Post before last, I indicated I was reading some histories and oldies in their original published forms.
Last week I picked-up several more books. One new handful from a current reviewers’ copy list at the Rationalist Association, and another old handful of discard copies of the Rationalist Association library held by Conway Hall. Both the oldies in the previous post came from that latter source.
Same again; I’m reading the oldies. Specifically right now I’m reading T. H. Huxley’s “Darwiniana” collection of essays. Published as a collection by MacMillan in 1893, I have the 1899 reprint, the essays themselves come from 1859 to the 1880’s. Lots of stuff here already well referenced and quoted by Dawkins, Dennett, Lewontin, Gould and the rest, but nevertheless fascinating to read in the original contexts. The novelty for Darwin’s conservative religious critics and the need to take “creation” as a serious input, somewhere; the Judaeo-Christian cultural standpoint of the whole, the racial and imperial outlook from our little island towards the French, the Germans and those of the “Palestine” region. (Wallace, Linnaeus, Lamarck, Harvey, Paley, Spencer, De Maillet, Haeckel, Newton, Leibnitz, Galilleo and the Medicis, and yet another Goethe reference, all there.)
Two things of note for me.
- The careful debate about Lamarckian inheritance of acquired characteristics, and the fact that whilst Darwinian natural selection is undoubtedly true, it is clearly not the whole story. Lamarck remains “the skeleton in the closet” (as recently as this 2016 reference).
- That race and species always were (and still are) slim and slippery customers. It doesn’t pay to dwell on fixed, one-time definitions of either of them. Time and isolation, history and hindsight matter more. Long enough to be usefully named. Pretty much as with “non-racial” cultural and religious belief identities & differences; No?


→ What the task asks
Return only the lines running from the top of the entries to the line with "This screenshot has width=1237, height=830.", inclusive, exactly as written.

Data records START

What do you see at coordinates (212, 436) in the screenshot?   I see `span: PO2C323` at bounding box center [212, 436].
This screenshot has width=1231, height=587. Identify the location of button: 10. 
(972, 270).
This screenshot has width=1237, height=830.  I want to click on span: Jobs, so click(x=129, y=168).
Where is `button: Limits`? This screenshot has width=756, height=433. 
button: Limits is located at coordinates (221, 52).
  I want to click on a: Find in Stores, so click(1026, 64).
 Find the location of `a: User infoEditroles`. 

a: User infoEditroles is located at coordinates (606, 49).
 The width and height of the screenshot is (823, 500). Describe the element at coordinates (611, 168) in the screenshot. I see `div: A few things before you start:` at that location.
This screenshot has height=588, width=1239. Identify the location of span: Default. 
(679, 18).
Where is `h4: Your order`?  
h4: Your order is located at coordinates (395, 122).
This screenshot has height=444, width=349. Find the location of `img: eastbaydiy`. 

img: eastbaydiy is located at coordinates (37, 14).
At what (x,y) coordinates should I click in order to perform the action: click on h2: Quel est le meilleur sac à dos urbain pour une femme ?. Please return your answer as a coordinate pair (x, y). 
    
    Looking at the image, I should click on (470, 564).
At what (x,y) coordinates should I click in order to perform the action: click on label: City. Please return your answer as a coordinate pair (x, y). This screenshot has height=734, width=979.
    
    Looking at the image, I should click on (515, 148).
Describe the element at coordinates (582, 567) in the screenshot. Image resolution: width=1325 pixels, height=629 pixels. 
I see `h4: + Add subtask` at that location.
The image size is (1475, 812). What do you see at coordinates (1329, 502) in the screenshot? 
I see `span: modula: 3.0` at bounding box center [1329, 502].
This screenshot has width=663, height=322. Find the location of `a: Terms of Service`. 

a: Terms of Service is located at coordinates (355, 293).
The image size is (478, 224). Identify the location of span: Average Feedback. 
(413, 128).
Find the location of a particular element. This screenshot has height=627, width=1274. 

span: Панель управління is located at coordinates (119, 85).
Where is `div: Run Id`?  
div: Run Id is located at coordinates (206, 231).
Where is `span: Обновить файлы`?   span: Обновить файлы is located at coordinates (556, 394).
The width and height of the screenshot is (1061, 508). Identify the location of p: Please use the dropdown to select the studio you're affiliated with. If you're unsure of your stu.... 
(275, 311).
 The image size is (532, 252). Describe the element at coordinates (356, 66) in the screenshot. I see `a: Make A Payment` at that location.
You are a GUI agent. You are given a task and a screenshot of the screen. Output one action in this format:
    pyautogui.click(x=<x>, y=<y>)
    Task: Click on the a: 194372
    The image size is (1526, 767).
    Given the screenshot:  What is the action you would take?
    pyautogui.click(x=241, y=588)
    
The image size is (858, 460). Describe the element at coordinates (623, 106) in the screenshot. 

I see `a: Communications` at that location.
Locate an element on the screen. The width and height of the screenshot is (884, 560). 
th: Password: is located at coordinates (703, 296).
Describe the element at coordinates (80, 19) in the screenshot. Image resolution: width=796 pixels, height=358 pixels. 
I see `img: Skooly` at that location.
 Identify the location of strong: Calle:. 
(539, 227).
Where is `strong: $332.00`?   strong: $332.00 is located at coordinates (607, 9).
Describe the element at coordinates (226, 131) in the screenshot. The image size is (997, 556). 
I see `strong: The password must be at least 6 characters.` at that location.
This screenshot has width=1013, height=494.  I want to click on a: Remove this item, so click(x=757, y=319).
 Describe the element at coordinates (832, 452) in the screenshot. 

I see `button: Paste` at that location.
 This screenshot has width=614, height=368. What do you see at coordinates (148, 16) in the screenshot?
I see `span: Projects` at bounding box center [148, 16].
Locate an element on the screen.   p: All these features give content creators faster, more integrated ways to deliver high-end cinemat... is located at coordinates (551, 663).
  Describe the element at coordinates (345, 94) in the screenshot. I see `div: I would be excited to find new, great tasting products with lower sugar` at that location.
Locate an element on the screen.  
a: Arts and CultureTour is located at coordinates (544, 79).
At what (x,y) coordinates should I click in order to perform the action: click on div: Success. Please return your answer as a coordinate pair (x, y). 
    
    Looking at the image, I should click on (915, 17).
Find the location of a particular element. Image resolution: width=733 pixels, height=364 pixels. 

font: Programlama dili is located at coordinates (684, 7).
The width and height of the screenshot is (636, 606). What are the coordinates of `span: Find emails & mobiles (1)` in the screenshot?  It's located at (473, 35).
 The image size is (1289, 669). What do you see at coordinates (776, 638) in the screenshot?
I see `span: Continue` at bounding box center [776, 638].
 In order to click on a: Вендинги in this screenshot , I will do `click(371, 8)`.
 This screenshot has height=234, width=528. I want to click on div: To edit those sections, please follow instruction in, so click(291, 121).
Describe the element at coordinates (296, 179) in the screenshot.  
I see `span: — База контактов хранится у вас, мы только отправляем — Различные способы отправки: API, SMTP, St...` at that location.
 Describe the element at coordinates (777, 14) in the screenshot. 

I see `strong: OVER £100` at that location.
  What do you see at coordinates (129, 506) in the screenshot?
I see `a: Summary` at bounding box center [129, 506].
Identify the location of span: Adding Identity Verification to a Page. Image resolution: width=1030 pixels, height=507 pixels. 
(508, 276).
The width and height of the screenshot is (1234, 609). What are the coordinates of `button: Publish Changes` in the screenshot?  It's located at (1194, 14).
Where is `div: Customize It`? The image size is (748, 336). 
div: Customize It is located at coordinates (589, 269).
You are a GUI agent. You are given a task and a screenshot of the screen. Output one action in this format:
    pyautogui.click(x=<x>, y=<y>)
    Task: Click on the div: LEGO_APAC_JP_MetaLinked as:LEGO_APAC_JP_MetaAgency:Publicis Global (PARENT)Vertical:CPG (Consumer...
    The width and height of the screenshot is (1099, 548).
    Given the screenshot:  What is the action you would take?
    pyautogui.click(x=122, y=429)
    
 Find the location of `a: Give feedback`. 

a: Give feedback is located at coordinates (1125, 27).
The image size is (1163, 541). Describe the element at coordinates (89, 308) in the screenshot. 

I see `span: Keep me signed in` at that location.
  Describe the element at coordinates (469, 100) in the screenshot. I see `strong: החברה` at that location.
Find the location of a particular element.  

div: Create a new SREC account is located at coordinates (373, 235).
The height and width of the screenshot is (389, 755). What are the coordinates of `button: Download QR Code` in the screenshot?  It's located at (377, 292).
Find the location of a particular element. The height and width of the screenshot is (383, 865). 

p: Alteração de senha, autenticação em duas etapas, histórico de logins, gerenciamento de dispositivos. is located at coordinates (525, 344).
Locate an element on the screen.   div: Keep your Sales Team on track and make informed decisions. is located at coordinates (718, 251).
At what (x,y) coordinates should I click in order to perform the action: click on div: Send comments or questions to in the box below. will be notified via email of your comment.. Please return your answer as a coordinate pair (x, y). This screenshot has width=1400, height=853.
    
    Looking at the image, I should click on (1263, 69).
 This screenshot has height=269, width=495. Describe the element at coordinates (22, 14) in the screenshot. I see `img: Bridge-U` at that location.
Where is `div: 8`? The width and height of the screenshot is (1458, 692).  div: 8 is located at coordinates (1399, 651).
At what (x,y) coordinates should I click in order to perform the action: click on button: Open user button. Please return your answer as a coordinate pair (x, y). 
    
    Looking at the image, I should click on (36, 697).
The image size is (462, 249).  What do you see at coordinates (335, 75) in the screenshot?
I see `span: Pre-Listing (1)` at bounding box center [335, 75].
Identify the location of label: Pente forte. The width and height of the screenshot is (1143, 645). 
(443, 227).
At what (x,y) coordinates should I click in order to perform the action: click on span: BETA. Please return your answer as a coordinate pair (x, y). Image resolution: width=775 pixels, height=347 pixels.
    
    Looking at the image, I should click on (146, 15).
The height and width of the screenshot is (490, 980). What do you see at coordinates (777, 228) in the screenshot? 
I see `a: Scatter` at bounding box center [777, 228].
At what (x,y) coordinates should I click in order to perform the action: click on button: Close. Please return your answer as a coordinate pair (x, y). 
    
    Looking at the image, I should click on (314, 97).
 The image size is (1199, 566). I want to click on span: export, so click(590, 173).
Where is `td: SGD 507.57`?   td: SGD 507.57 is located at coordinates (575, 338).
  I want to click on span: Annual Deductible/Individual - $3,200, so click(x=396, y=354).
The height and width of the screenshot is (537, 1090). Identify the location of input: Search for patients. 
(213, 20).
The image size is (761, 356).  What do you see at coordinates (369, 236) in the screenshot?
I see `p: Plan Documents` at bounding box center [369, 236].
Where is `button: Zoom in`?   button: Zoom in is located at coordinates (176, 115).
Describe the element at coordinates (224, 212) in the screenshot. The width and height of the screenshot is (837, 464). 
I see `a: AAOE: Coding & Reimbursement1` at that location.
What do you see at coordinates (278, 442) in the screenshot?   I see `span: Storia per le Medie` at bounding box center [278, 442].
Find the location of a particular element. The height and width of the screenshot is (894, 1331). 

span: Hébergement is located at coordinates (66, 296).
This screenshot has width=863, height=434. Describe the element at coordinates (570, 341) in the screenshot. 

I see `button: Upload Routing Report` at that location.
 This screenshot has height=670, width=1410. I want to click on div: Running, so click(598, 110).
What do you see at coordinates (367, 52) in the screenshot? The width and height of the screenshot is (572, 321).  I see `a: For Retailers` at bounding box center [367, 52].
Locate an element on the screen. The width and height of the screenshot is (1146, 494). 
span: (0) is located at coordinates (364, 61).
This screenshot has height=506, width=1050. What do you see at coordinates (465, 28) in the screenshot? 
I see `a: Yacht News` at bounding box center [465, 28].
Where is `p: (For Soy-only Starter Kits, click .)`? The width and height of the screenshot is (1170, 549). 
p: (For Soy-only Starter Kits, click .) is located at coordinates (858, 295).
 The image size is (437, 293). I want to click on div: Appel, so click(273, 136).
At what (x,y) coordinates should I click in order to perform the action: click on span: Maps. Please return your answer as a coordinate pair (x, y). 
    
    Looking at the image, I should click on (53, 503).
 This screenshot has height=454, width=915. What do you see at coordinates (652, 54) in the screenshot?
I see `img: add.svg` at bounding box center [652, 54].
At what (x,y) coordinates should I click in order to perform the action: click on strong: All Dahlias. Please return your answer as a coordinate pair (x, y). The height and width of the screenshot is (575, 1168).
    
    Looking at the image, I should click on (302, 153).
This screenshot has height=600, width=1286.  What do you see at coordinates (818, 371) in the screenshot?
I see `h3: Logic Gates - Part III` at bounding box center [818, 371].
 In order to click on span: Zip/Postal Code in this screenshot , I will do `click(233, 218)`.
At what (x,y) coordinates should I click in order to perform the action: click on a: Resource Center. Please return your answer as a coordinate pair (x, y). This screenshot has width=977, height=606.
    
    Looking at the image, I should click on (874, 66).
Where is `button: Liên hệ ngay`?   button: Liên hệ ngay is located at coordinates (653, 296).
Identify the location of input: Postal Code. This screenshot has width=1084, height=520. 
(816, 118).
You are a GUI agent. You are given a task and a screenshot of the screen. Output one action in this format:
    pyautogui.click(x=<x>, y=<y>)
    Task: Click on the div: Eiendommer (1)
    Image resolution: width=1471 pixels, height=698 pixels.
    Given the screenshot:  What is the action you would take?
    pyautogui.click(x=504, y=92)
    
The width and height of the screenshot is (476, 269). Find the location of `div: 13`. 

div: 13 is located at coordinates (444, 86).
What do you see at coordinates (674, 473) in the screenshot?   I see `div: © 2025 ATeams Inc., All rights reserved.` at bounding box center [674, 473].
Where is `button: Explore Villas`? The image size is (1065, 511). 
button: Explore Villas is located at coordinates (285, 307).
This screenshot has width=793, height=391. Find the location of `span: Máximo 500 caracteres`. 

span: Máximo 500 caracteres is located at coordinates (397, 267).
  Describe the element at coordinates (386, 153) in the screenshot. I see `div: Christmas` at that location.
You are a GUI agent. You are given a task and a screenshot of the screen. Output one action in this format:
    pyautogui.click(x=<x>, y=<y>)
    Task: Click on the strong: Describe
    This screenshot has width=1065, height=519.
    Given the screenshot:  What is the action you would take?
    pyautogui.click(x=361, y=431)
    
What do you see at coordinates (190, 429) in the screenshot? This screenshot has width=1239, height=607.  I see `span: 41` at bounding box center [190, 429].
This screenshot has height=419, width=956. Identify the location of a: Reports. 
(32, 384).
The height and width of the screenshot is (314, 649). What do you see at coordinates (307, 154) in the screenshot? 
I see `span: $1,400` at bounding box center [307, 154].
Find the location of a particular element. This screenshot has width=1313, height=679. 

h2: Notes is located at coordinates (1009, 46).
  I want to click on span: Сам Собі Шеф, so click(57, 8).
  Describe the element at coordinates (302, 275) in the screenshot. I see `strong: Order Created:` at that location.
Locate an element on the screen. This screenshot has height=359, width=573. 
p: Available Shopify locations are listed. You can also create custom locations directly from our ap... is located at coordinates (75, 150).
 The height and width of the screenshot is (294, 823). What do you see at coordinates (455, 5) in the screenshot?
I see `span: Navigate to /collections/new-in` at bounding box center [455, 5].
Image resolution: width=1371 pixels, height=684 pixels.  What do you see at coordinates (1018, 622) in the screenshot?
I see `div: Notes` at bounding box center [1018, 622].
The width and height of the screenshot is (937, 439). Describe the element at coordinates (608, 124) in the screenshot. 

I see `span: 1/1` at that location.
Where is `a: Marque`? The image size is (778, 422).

Data records END

→ Answer for this exercise
What do you see at coordinates (212, 436) in the screenshot?   I see `span: PO2C323` at bounding box center [212, 436].
This screenshot has width=1231, height=587. Identify the location of button: 10. 
(972, 270).
This screenshot has width=1237, height=830.  I want to click on span: Jobs, so click(x=129, y=168).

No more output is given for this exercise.